Solar Powered Lasers To Zap Asteroids
The B612 Foundation will send the Sentinel telescope into space aboard a SpaceX Falcon9 in 2017 as the first privately-funded space mission. The nonprofit hopes to map out all asteroids floating in the solar system larger than one that his Tunguska, Russia, in 1908. NASA

A near-miss with a 150ft-long (50-metre-long) asteroid has been predicted next year by astronomers

Asteroid 2012 DA14 is due to narrowly miss earth on 15 Febuary, 2013 at the relatively close distance of 14,913 miles - closer to us than most commercial satellites.

The distance is roughly the same as travelling from London to Tokyo via Melbourne.

Scientists have predicted that if the asteroid did in fact hit earth and explode, the power would be enough to destroy an area the size of Greater London.

Dr Gerhard Drolshagen, a near-Earth object observer with the European Space Agency's Space Situational Awareness [SSA] office, told the Press Association: "The object is roughly 50 metres across and at that size it could do some damage if it exploded over an inhabited area. It would have the force of the biggest nuclear weapon."

In 1908, an asteroid roughly 120ft long crashed into the Siberian tundra, destroying 772 square miles of woodland.

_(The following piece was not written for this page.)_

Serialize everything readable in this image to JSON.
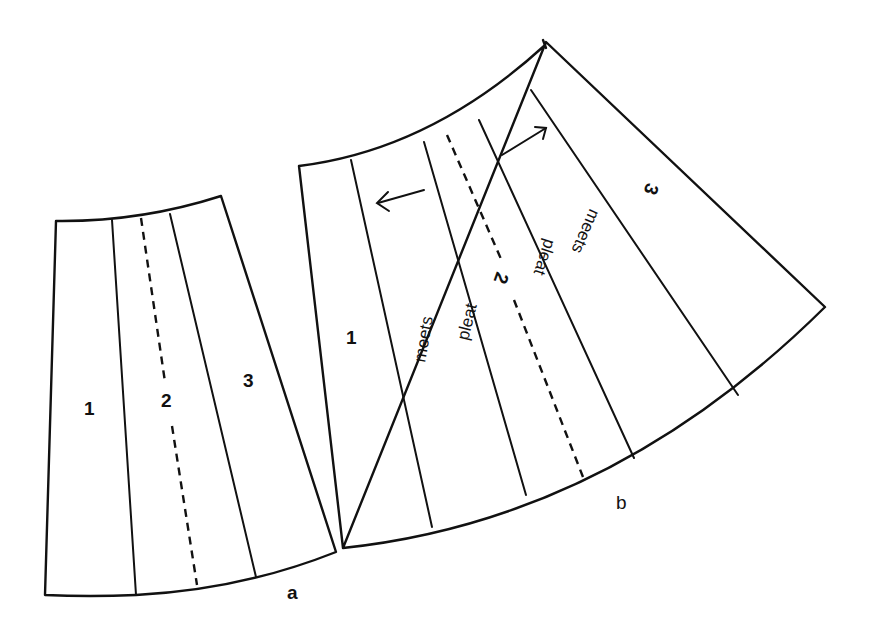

Drolshagen added: "That is an area the size of Greater London. This asteroid is a little bigger."

He thought there would be "no chance" of an impact.

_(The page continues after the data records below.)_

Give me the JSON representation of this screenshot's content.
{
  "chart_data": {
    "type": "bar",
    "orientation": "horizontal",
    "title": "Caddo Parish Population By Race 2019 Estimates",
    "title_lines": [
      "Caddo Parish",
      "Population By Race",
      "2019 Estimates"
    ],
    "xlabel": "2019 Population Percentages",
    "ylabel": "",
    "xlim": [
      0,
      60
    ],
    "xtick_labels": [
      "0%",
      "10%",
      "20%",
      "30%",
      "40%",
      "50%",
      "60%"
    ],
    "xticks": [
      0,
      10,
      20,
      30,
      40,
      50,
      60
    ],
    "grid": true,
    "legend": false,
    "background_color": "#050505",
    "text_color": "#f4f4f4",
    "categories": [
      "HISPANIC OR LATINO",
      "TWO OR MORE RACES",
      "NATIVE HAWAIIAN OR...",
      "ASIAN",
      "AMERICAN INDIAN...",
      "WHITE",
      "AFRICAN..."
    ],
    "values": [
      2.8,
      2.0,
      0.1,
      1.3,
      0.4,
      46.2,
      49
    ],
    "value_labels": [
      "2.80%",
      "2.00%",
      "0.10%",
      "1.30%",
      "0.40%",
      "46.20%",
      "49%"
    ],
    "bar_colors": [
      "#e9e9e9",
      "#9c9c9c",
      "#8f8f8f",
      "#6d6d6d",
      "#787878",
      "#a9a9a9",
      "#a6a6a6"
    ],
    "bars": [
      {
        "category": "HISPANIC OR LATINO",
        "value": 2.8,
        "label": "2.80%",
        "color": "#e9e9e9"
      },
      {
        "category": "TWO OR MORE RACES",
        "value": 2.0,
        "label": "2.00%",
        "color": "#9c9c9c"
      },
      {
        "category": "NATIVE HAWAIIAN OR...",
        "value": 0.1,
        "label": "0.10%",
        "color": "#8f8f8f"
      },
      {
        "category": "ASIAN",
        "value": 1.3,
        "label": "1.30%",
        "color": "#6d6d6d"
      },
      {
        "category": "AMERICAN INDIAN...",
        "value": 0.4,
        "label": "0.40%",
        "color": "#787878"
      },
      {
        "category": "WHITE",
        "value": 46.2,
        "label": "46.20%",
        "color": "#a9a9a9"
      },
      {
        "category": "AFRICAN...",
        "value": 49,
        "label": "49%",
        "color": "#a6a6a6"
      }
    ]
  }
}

"It will be nice to watch through a pair of binoculars but there is nothing to worry about," he said. "In future times the possibility of a collision cannot be completely excluded. It is highly unlikely."

There are an estimated 500,000 near-Earth asteroids measuring up to 90ft yet be to undiscovered.

Dr Detlef Koschny of the SSA said: "We are developing a system of automated optical telescopes that can detect asteroids just like this one, with the goal of being able to spot them at least three weeks before their closest approach to Earth."